We’ve just had lunch with our mother, at her new condominium, and we’re walking up the hill, Peter in front, talking on the phone, gesturing wildly with his arms, Samantha behind him, her hand clasped like an iron claw to the neck of her coat, then Laurel, the collar of her shirt drooping out of her sweater like an unwatered plant, and finally Marco, lagging behind us, his face hidden by straggles of hair.

We pack boxes. We thought there wasn’t much left to do, we thought we’d be done in an hour or two, but we’ve grossly underestimated the house’s capacity to squeeze more things from its crevices. We make piles for the dump, piles for the Salvation Army, piles for the children of the future. Marco wants to throw everything out, he doesn’t discriminate, doesn’t discern, and Laurel has to go around rescuing things from his ruthlessness, salvaging things from his gloom, until she realizes, no, he’s right, he’s actually right, and starts jettisoning everything as well. It’s Samantha who slows us down, Samantha who keeps getting stuck on things, lost in them, sitting down and flipping through yearbooks, finding art projects from junior high, photo albums, cassette tapes, journals. Peter is nowhere to be seen.

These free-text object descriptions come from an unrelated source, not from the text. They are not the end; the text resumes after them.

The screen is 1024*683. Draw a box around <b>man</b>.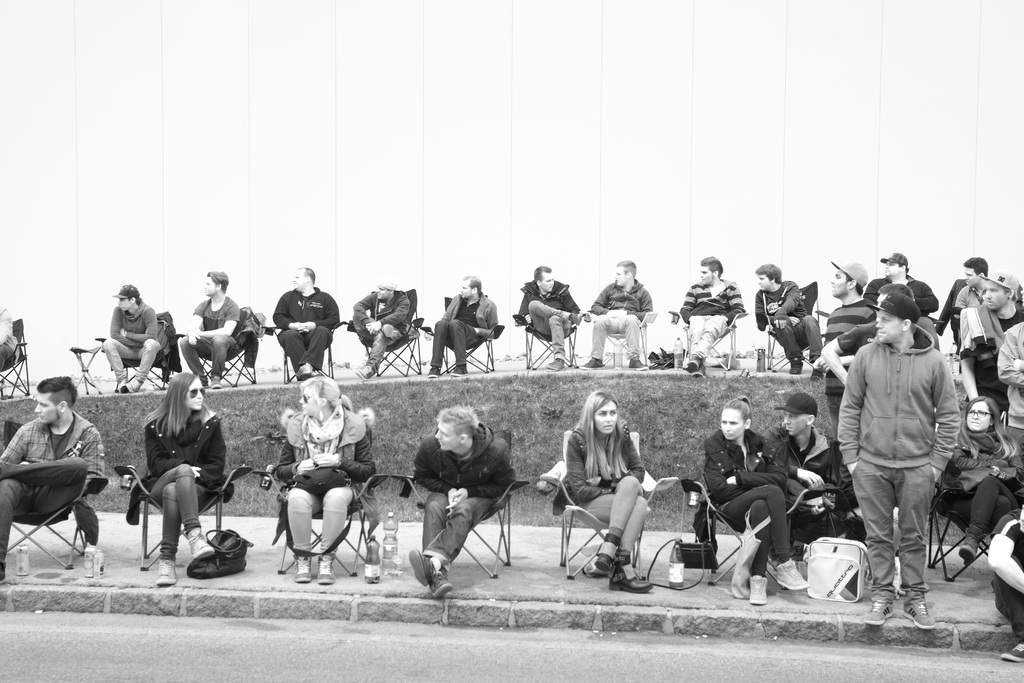
bbox(821, 257, 881, 420).
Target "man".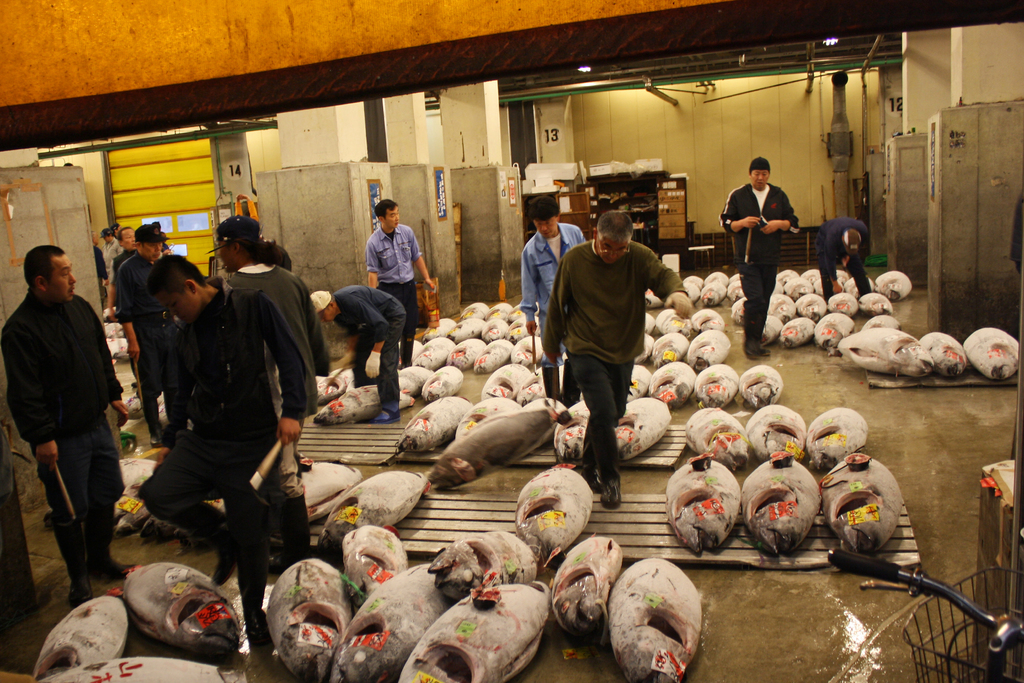
Target region: 9:188:142:629.
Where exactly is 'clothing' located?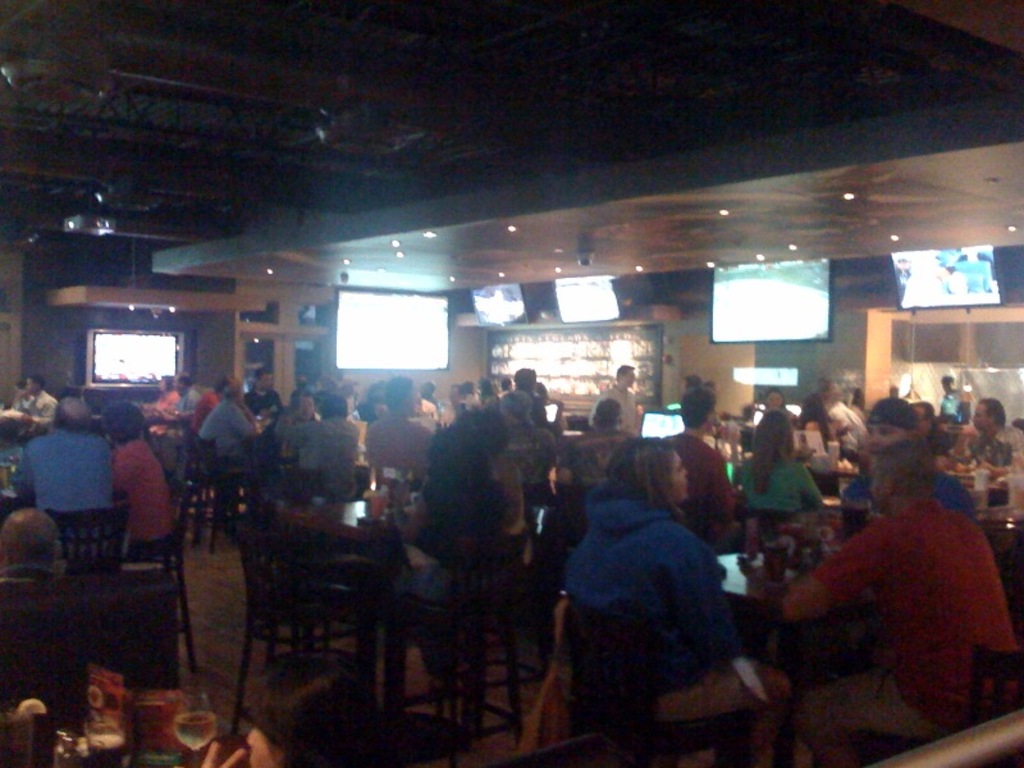
Its bounding box is <region>795, 497, 1023, 750</region>.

He appears later with too much food. Samantha goes out and buys three bottles of wine. We pour it into plastic cups. We eat with plastic forks and knives. We feel depleted. Even eating is somehow exhausting. “Pass the dumplings,” we mumble. “Pass the fried rice.” “Pass the rolls.” “You can almost hear the echo of the food,” says Laurel. “You can almost hear our mother on the phone,” says Samantha. “This is such a beautiful house,” says Peter. “Such a beautiful corpse,” says Marco. “Pass the bones,” says Samantha.

We go up to our rooms. Marco flips through Peter’s old astronaut book, the one thing he’s secretly saved, and drifts off to sleep with those weightless bodies floating through the ether in his brain. Samantha is reading one of her earliest journals. She’s appalled by the loops and lobes of her adolescent handwriting, but there’s something in the words she recognizes, something in the sound of them, already a rasp, already a snort and a cackle. Laurel feels herself peeling away from these floors, these walls, these windows, those trees. As for Peter, who knows. He’s probably not in his room at all. He’s probably already elsewhere, he’s flying, he’s soaring, he’s on his way to the moon.
 


Michael Holt’s writing has appeared or is forthcoming in Gulf Coast, Fence, Ninth Letter, Conjunctions, The Threepenny Review, The Rupture, and Diagram. He lives in San Francisco.